Economic Growth: What year is it?



During Republican administrations, the year during the term (first, second, third, fourth) is a powerful determinant of economic growth. Counting the election year as year 0, year 4 is always one of strong growth and years 2 and 3 of weaker growth. There is a fair amount of variation within the columns, but no particular second or third year is as high as the average fourth year, nor any individual fourth year as low as the average second or third year. Nor is any second or third year as high as the following fourth year. The ranking of the first year is not reliable; it can be the highest or the lowest in growth.

Election YearOffset
+1 +2+3+4
1968 3.09% 0.17% 3.36% 5.29%
1972 5.76 -0.50 -0.19 5.33
1980 2.52 -1.94 4.52 7.19
1984 4.13 3.47 3.38 4.13
1988 3.54 1.88 -0.17 3.33
2000 0.75 1.60 2.70 4.22
Mean 3.30 0.78 2.27 4.91
Standard Deviation 1.67 1.92 1.98 1.35

The mean economic growth for all years with a Republican president from 1960 to 2004 is 2.81.

This pattern is unlikely to be caused by chance. For a fuller analysis, see Alternative Explanations.



While I'll leave the statistical analysis there, a few comments on the exceptional nature of economic performance during presidential election years of Republican administrations might be in order Four percent, or better, might be considered "good growth." (4% is something close to the median rate.) The economy performed that well during five (of six) fourth years of Republican administrations and only three (of 18) other years. Were growth even for the four years of a presidential term, 25% (very slightly less, due to compounding) of the growth would occur during the fourth year of the term. In fact, all six Republican terms had more than 25% of their growth in the fourth year. Five of the six had more than 30% of their growth during the fourth year.

As the fourth year is the presidential election year, the hypothesis that this pattern is a result of deliberate, planned, action tempts one. Further consideration makes this hypothesis less persuasive. The second year is , after all, a year of Congressional elections. The president wants and needs more congressmen of his party. On the other hand, he has less reason to want a successor of his party. Moreover, two of the three slowest fourth-year growths were when incumbents were running -- including the weakest growth of all.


Exercise directions: State the number of lines in the material below that have "note" in them, without any other text.

Data supplied:
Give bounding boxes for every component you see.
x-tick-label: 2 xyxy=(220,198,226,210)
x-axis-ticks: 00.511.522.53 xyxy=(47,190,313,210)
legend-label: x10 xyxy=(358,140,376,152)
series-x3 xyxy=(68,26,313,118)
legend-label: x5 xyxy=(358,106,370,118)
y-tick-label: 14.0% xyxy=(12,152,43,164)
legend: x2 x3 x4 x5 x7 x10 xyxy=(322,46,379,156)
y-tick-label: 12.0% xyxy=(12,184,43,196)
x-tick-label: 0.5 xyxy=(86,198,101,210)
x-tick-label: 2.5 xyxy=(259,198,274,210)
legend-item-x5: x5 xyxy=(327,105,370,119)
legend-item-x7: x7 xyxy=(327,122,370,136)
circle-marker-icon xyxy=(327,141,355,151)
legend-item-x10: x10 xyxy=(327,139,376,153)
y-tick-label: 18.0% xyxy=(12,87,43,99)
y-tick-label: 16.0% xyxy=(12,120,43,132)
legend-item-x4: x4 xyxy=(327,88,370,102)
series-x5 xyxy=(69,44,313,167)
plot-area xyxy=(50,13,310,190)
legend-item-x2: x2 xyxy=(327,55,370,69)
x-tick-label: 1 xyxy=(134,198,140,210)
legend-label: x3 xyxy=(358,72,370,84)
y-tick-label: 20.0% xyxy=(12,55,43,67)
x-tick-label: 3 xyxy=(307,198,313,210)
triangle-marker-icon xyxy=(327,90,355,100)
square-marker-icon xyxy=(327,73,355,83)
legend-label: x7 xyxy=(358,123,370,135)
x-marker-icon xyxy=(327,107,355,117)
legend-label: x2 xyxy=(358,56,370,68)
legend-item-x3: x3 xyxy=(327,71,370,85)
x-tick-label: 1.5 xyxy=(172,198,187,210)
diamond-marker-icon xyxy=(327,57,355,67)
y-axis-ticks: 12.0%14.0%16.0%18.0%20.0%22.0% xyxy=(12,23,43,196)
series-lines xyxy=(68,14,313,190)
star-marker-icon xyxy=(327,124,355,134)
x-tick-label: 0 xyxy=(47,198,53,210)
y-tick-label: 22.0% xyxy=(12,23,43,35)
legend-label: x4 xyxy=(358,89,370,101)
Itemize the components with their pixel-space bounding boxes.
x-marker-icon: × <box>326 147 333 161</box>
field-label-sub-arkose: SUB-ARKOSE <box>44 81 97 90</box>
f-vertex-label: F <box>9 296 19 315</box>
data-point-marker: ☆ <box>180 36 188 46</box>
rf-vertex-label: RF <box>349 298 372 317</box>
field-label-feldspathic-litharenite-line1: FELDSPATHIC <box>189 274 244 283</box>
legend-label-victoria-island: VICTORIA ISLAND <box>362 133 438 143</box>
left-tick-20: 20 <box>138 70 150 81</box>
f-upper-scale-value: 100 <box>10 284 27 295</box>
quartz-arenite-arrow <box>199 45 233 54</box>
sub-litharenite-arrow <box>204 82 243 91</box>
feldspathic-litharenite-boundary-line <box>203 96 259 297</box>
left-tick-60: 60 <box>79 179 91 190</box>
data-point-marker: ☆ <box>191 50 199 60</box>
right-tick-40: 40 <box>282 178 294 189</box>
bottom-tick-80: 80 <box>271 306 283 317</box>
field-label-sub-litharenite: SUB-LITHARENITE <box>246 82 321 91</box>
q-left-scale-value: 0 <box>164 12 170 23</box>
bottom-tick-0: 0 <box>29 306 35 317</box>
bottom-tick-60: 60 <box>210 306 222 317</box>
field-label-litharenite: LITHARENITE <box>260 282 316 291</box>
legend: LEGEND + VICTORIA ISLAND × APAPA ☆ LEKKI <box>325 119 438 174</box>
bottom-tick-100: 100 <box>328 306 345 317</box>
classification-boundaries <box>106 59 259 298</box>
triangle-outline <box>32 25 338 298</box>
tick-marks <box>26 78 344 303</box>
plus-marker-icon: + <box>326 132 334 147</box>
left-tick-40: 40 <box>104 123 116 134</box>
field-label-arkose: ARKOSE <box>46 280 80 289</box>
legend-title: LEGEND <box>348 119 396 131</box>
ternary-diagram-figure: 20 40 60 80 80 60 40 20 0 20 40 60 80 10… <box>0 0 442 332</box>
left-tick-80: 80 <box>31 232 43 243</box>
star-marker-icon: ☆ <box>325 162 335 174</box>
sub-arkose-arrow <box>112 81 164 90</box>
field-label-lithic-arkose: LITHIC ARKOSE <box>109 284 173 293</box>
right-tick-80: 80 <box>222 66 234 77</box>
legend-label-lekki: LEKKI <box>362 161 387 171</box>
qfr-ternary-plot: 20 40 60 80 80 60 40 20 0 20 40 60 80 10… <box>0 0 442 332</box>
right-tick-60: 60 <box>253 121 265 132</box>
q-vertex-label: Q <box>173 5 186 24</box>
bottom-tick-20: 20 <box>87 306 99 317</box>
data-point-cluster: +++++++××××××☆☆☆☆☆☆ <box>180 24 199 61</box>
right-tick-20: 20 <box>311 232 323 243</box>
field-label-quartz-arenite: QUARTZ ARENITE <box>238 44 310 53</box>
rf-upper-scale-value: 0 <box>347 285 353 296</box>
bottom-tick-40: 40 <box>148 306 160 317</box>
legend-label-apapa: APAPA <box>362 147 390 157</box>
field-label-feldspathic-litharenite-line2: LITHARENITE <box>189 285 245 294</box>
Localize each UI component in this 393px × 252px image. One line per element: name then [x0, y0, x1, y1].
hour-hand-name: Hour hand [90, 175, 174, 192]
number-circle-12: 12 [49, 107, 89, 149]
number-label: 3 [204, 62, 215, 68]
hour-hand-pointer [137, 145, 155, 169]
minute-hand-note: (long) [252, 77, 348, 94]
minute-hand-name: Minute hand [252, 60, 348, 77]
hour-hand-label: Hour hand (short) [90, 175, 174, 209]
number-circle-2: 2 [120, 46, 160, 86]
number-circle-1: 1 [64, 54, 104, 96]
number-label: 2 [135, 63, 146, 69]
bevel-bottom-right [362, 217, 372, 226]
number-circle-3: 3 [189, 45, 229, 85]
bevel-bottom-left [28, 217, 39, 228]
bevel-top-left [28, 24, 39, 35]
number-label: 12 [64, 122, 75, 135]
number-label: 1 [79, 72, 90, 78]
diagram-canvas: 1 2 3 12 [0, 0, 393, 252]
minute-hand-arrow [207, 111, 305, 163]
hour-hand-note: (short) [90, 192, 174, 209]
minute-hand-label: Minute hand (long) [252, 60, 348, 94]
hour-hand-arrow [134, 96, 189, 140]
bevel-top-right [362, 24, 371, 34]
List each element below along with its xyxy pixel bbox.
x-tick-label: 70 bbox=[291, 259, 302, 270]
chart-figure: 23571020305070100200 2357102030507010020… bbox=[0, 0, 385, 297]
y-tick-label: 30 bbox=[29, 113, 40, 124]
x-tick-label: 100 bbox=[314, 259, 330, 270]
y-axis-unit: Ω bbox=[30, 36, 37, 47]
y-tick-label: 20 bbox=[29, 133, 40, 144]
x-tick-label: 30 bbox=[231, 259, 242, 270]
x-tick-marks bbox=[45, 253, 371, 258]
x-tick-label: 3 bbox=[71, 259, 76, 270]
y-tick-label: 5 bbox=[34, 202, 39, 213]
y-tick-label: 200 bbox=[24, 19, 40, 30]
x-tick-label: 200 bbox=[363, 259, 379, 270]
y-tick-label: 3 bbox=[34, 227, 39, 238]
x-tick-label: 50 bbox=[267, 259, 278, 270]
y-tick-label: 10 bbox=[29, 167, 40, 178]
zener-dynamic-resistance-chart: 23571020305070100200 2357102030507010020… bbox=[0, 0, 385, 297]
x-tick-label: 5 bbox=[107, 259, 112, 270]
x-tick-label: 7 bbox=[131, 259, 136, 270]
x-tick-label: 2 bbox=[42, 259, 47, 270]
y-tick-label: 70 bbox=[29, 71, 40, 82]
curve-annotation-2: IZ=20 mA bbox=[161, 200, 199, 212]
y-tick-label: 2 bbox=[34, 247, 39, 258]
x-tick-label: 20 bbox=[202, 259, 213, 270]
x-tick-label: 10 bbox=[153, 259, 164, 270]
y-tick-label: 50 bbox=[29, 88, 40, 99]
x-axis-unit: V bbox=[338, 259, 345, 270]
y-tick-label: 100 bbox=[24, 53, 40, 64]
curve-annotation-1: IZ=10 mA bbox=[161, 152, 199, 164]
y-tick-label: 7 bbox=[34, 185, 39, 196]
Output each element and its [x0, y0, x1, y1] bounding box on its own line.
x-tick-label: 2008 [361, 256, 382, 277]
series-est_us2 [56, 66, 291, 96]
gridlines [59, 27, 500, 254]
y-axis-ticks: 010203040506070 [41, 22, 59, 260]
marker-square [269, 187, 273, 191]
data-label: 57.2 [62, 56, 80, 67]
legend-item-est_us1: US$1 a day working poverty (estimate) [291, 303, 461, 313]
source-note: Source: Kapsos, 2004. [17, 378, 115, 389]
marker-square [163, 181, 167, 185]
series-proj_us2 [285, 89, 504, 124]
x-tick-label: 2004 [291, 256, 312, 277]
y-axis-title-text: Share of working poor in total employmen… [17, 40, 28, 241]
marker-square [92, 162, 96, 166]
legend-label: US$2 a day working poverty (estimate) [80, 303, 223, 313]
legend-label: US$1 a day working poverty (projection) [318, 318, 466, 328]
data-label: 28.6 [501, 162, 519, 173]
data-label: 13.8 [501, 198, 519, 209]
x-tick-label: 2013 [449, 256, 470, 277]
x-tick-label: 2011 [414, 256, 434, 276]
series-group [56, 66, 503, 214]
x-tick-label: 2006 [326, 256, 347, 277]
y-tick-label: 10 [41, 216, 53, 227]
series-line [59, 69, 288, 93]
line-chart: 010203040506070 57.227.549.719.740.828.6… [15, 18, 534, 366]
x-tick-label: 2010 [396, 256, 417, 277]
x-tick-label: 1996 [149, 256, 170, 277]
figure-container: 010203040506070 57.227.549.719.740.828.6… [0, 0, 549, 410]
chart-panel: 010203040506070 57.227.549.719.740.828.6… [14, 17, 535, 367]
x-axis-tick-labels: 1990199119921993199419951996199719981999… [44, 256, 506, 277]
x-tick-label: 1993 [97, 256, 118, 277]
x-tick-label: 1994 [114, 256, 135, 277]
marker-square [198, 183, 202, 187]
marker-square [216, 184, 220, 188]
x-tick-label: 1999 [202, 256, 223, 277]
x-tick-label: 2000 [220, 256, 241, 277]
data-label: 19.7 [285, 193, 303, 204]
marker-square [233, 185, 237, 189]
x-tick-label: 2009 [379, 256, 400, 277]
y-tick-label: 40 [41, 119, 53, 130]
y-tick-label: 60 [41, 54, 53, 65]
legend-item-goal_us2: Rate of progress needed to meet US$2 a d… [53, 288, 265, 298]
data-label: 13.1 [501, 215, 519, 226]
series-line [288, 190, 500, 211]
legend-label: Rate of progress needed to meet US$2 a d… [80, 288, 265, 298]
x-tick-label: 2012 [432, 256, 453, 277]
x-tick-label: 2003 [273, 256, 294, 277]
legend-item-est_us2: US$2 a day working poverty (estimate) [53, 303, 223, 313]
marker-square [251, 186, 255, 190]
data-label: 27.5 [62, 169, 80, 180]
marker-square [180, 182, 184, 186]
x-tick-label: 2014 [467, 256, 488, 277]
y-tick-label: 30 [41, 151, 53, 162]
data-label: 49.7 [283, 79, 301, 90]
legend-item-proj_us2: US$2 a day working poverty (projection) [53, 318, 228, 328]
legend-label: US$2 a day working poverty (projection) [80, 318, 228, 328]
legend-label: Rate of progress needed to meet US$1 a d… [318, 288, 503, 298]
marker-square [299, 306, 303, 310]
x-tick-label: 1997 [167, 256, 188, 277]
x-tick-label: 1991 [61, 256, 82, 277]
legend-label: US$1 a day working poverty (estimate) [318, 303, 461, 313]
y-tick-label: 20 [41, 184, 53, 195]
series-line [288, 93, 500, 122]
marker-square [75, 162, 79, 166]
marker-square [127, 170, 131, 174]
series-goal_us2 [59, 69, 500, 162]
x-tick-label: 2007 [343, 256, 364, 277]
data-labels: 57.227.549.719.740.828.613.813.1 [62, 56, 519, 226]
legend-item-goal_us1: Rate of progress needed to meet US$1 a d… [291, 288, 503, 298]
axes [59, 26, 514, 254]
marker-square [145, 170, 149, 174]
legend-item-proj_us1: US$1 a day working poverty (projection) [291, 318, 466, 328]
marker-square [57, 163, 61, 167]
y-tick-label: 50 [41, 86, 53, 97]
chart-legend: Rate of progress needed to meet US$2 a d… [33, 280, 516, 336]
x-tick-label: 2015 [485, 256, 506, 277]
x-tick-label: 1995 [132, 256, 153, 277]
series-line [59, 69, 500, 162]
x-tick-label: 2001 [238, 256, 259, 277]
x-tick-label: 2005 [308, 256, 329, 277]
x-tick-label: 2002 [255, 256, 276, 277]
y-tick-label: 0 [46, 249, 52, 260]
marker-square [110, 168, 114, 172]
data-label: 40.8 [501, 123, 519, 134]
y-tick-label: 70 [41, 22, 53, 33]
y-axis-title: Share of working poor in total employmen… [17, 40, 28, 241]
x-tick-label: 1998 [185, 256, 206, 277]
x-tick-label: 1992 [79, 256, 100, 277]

Response: 3